The following day, in response to a series of tweets from Trump threatening to send the National Guard to Minneapolis to quell protests and warning “when the looting starts the shooting starts” the Oath Keepers account posted a thread, signed by Rhodes, opposing the president’s words. “I’m sure we’ll catch grief over stating this, but it needed to be said,” Rhodes wrote in one of several tweets, arguing that “National Guardsmen would be DUTY BOUND to refuse those orders to shoot people for stealing,” and that “Riots and looting don’t suspend the constitution any more than bad weather suspended it during Katrina. Nor does a virus. NOTHING suspends the Constitution. Period.”

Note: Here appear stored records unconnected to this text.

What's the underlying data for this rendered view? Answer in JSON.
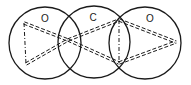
{
  "diagram": {
    "colors": {
      "stroke": "#1a1a1a",
      "background": "#ffffff"
    },
    "atoms": [
      {
        "label": "O",
        "cx": 45,
        "cy": 43,
        "r": 36,
        "label_x": 45,
        "label_y": 22
      },
      {
        "label": "C",
        "cx": 94,
        "cy": 42,
        "r": 36,
        "label_x": 93,
        "label_y": 21
      },
      {
        "label": "O",
        "cx": 145,
        "cy": 43,
        "r": 36,
        "label_x": 150,
        "label_y": 22
      }
    ],
    "triangles": [
      {
        "name": "left-triangle",
        "vertices": [
          [
            24,
            23
          ],
          [
            26,
            64
          ],
          [
            68,
            40
          ]
        ]
      },
      {
        "name": "right-triangle",
        "vertices": [
          [
            119,
            20
          ],
          [
            119,
            63
          ],
          [
            176,
            42
          ]
        ]
      }
    ]
  }
}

It’s not exactly clear when his views changed, but in late August, after 17-year-old Kyle Rittenhouse shot three people and killed two during protests in Kenosha, the Oath Keepers official Twitter account reportedly praised the teen as a “a Hero, a Patriot.” Then in September, following tweets reportedly warning that there will be “open warfare against the Marxist insurrectionists by election night,” and stating that “Civil War is here, right now,” Twitter banned both Rhodes and the official Oath Keepers account for violating its policy against violent extremists.

Rhodes continued to express his increasingly scorched-earth perspective in diatribes posted to the Oath Keepers website. In his open letter urging Trump to invoke the Insurrection Act, Rhodes wrote, “We are already at war with communist China and its willing American agents, puppets, and co-conspirators who seek to overthrow our Constitution, as well as the international elites and other foreign enemies who have aided and abetted this war on our nation. They have infiltrated and taken over every branch of government at every level, state and federal. War isn’t coming — war is already here.”

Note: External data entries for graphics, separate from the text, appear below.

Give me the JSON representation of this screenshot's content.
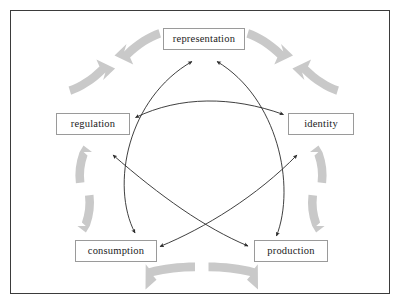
{
  "diagram": {
    "type": "cycle-diagram",
    "frame": {
      "border_color": "#3b3b3b"
    },
    "colors": {
      "node_border": "#9a9a9a",
      "node_fill": "#ffffff",
      "node_text": "#1b1b1b",
      "outer_arrow": "#c9c9c9",
      "inner_arrow": "#2a2a2a",
      "frame_border": "#3b3b3b",
      "background": "#ffffff"
    },
    "nodes": [
      {
        "id": "representation",
        "label": "representation",
        "x": 163,
        "y": 28,
        "w": 82,
        "h": 22,
        "cx": 204,
        "cy": 39
      },
      {
        "id": "identity",
        "label": "identity",
        "x": 288,
        "y": 113,
        "w": 66,
        "h": 22,
        "cx": 321,
        "cy": 124
      },
      {
        "id": "production",
        "label": "production",
        "x": 254,
        "y": 240,
        "w": 74,
        "h": 22,
        "cx": 291,
        "cy": 251
      },
      {
        "id": "consumption",
        "label": "consumption",
        "x": 75,
        "y": 240,
        "w": 82,
        "h": 22,
        "cx": 116,
        "cy": 251
      },
      {
        "id": "regulation",
        "label": "regulation",
        "x": 56,
        "y": 113,
        "w": 74,
        "h": 22,
        "cx": 93,
        "cy": 124
      }
    ],
    "outer_arrows": [
      {
        "from": "regulation",
        "to": "representation",
        "style": "thick-gray",
        "double_headed": true
      },
      {
        "from": "representation",
        "to": "identity",
        "style": "thick-gray",
        "double_headed": true
      },
      {
        "from": "identity",
        "to": "production",
        "style": "thick-gray",
        "double_headed": true
      },
      {
        "from": "production",
        "to": "consumption",
        "style": "thick-gray",
        "double_headed": true
      },
      {
        "from": "consumption",
        "to": "regulation",
        "style": "thick-gray",
        "double_headed": true
      }
    ],
    "inner_arrows": [
      {
        "from": "regulation",
        "to": "identity",
        "style": "thin-black",
        "double_headed": true
      },
      {
        "from": "consumption",
        "to": "representation",
        "style": "thin-black",
        "double_headed": true
      },
      {
        "from": "production",
        "to": "representation",
        "style": "thin-black",
        "double_headed": true
      },
      {
        "from": "regulation",
        "to": "production",
        "style": "thin-black",
        "double_headed": true
      },
      {
        "from": "consumption",
        "to": "identity",
        "style": "thin-black",
        "double_headed": true
      }
    ]
  }
}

In his call to action on Jan. 4, Rhodes said Oath Keepers should be prepared to act in the event that Trump lets them down. “Whatever happens on Jan 6, you must prepare for standing tall, with courage, in the days ahead. Again, stand now, or kneel forever. You must stand.”

His messages have only become more incendiary since then. While he kept feeding the fantasy that Trump would stay in power somehow, Rhodes seemed to prepare his followers for the inevitable, writing on Jan. 10: “Don’t wait for the incoming administration to make it harder for you to by [sic] the ammo and gear you need. If you haven’t prepared the time is NOW!” In another “Warning Order” posted on Jan. 14, Rhodes instructed to prepare for blackouts and communications outages, stock up on radios, food, fuel and other items, and begin forming in-person militias in their local communities. “Patriots, keep your powder dry, your head on a swivel, and your gear ready to roll at moments notice.”

On Jan. 20, Rhodes officially gave up on Trump. In an interview with notorious conspiracy theorist Alex Jones, he called Trump’s failure to use his presidential powers to overturn the election “a dereliction of duty and, frankly, cowardice in the face of the enemy.”

Not only had the Oath Keepers lost their ally in the White House, but he’d been replaced with a man Rhodes considered a “ChiCom puppet.”

“So many Americans now are running and hiding,” Rhodes said. “You need to get together and prepare to defend yourselves.”